The term ‘sexual harassment’ was first used in a 1973 Massachusetts Institute of Technology (MIT) report for dealing with gender issues at the Institute. The term was also independently coined by a group of women activists at Cornell University a few years later. One could see in these efforts the head starts that American universities were making towards identifying and addressing sexual harassment. It would take nearly two decades before the term would resonate with the American public at large. The occasion was the 1991 dramatic testimony of Law Professor Anita Hill to the US Senate Judiciary Committee alleging sexual harassment by then Supreme Court nominee, and now Justice, Clarence Thomas, when Ms. Hill worked as a legal assistant to Mr. Thomas years ago. It was a sham of a hearing by a committee of all men that handicapped Professor Hill and did not want to block Thomas’s nomination.

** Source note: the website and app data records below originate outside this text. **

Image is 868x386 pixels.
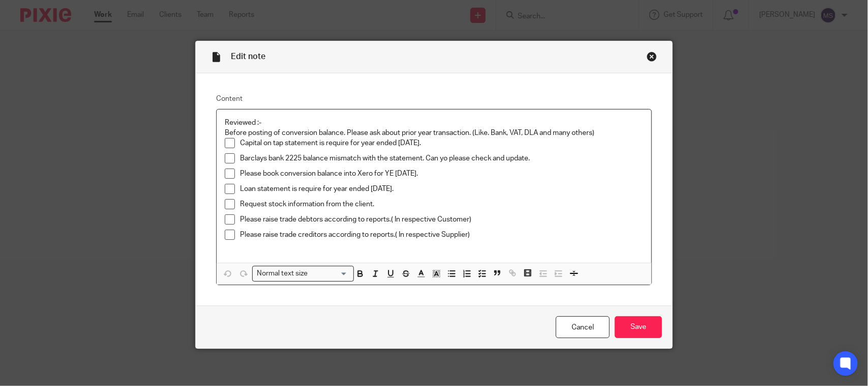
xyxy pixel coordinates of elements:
a: Cancel [555,316,610,338]
div: Close this dialog window [647,52,657,61]
p: Please raise trade creditors according to reports.( In respective Supplier) [240,229,643,240]
p: Barclays bank 2225 balance mismatch with the statement. Can yo please check and update. [240,153,643,163]
p: Reviewed :- [225,118,643,128]
input: Search for option [311,268,348,279]
span: Edit note [231,52,265,61]
input: Save [615,316,662,338]
span: Normal text size [255,268,310,279]
p: Request stock information from the client. [240,199,643,209]
p: Before posting of conversion balance. Please ask about prior year transaction. (Like. Bank, VAT, ... [225,128,643,138]
p: Loan statement is require for year ended [DATE]. [240,184,643,194]
label: Content [216,93,652,104]
p: Capital on tap statement is require for year ended [DATE]. [240,138,643,148]
p: Please raise trade debtors according to reports.( In respective Customer) [240,214,643,224]
p: Please book conversion balance into Xero for YE [DATE]. [240,169,643,178]
div: Search for option [252,265,354,281]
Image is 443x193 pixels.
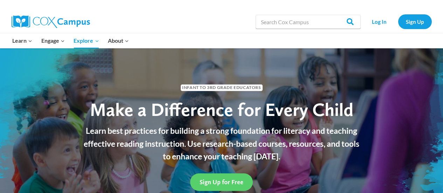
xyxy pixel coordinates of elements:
a: Sign Up [398,14,432,29]
span: Learn [12,36,32,45]
span: Engage [41,36,65,45]
nav: Secondary Navigation [364,14,432,29]
nav: Primary Navigation [8,33,133,48]
span: Explore [74,36,99,45]
img: Cox Campus [12,15,90,28]
input: Search Cox Campus [256,15,361,29]
a: Log In [364,14,395,29]
a: Sign Up for Free [190,173,253,190]
span: Make a Difference for Every Child [90,98,353,120]
p: Learn best practices for building a strong foundation for literacy and teaching effective reading... [80,124,363,163]
span: Sign Up for Free [200,178,243,186]
span: Infant to 3rd Grade Educators [181,84,263,91]
span: About [108,36,129,45]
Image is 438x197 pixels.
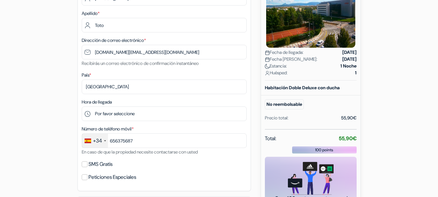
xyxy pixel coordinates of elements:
[265,49,304,56] span: Fecha de llegada:
[82,126,134,132] label: Número de teléfono móvil
[265,64,270,69] img: moon.svg
[82,99,112,105] label: Hora de llegada
[82,18,247,32] input: Introduzca el apellido
[355,69,357,76] strong: 1
[89,160,113,169] label: SMS Gratis
[339,135,357,142] strong: 55,90€
[265,50,270,55] img: calendar.svg
[82,10,100,17] label: Apellido
[343,56,357,63] strong: [DATE]
[288,162,334,195] img: gift_card_hero_new.png
[89,173,136,182] label: Peticiones Especiales
[265,56,318,63] span: Fecha [PERSON_NAME]:
[82,72,91,79] label: País
[82,149,198,155] small: En caso de que la propiedad necesite contactarse con usted
[82,37,146,44] label: Dirección de correo electrónico
[315,147,334,153] span: 100 points
[343,49,357,56] strong: [DATE]
[82,45,247,59] input: Introduzca la dirección de correo electrónico
[265,71,270,76] img: user_icon.svg
[265,85,340,91] b: Habitación Doble Deluxe con ducha
[82,60,199,66] small: Recibirás un correo electrónico de confirmación instantáneo
[265,57,270,62] img: calendar.svg
[93,137,102,145] div: +34
[265,135,276,142] span: Total:
[265,69,288,76] span: Huésped:
[265,63,287,69] span: Estancia:
[265,99,304,109] small: No reembolsable
[82,133,247,148] input: 612 34 56 78
[341,63,357,69] strong: 1 Noche
[341,115,357,121] div: 55,90€
[265,115,289,121] div: Precio total:
[82,134,108,148] div: Spain (España): +34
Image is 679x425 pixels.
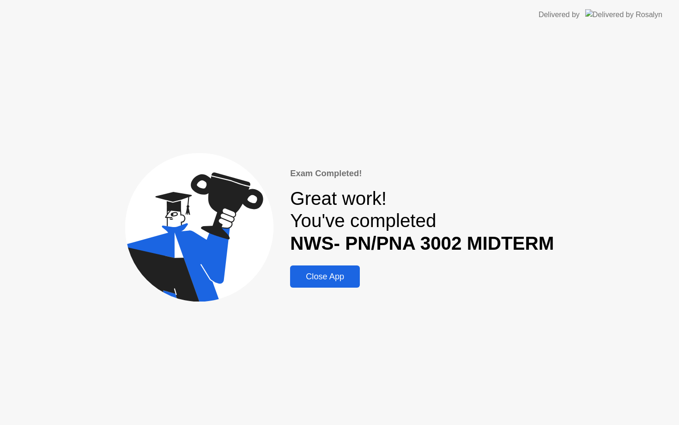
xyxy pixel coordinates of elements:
div: Exam Completed! [290,167,554,180]
button: Close App [290,265,360,287]
div: Close App [293,272,357,281]
b: NWS- PN/PNA 3002 MIDTERM [290,232,554,254]
div: Delivered by [539,9,580,20]
img: Delivered by Rosalyn [586,9,663,20]
div: Great work! You've completed [290,187,554,255]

But American women rallied behind Anita Hill and inundated her with their own experiences of harassment. There was no hashtag or internet then. Complaints of sexual harassment in work places went up by 58% after Hill’s testimony. Both Hill and Thomas are African Americans, but Thomas is a conservative Republican who is opposed to affirmative actions and was picked by President Bush Sr to replace Thurgood Marshall, the first African American Supreme Court judge and a doughty fighter for worker’s rights and affirmative action. Yet, in the course of his statement to the Senate Committee, Clarence Thomas invoked the famous saying of Martin Luther King: "judge me not by the colour of my skin, but by the content of my character." Anita Hill shot back: "when the content of his (Thomas’s) character came under question, he took cover under the colour of his skin." Be that as it may.

What is different now, according to Gloria Steinem the matriarch of American feminism, is that for the first time in her experience women are being believed in their accounts of sexual harassment. That in itself is a profound change. Legal academics agree. Women victims have never been believed before. They had to prove harassment beyond a reasonable doubt in legal terms. A cultural change is now upending the legal protection of the harasser. But the cultural change must translate into work place protocols and processes for preventing sexual harassment, and for exposing and addressing occurrences of sexual harassment.

The presence of Trump is huge a huge catalytic factor in the US for advancing the frontiers of women’s rights and gender equality. Other societies that are better off not having their own Trumps will be even better if they could systematically target and eliminate work place sexual harassment. It is a responsibility that falls not only on women but also on men. Not all men are harassers, but even they must not ignore or be silent about work place sexual harassment, if only for the selfish reason of preventing someone close to them becoming a victim of harassment in an unprotected work place.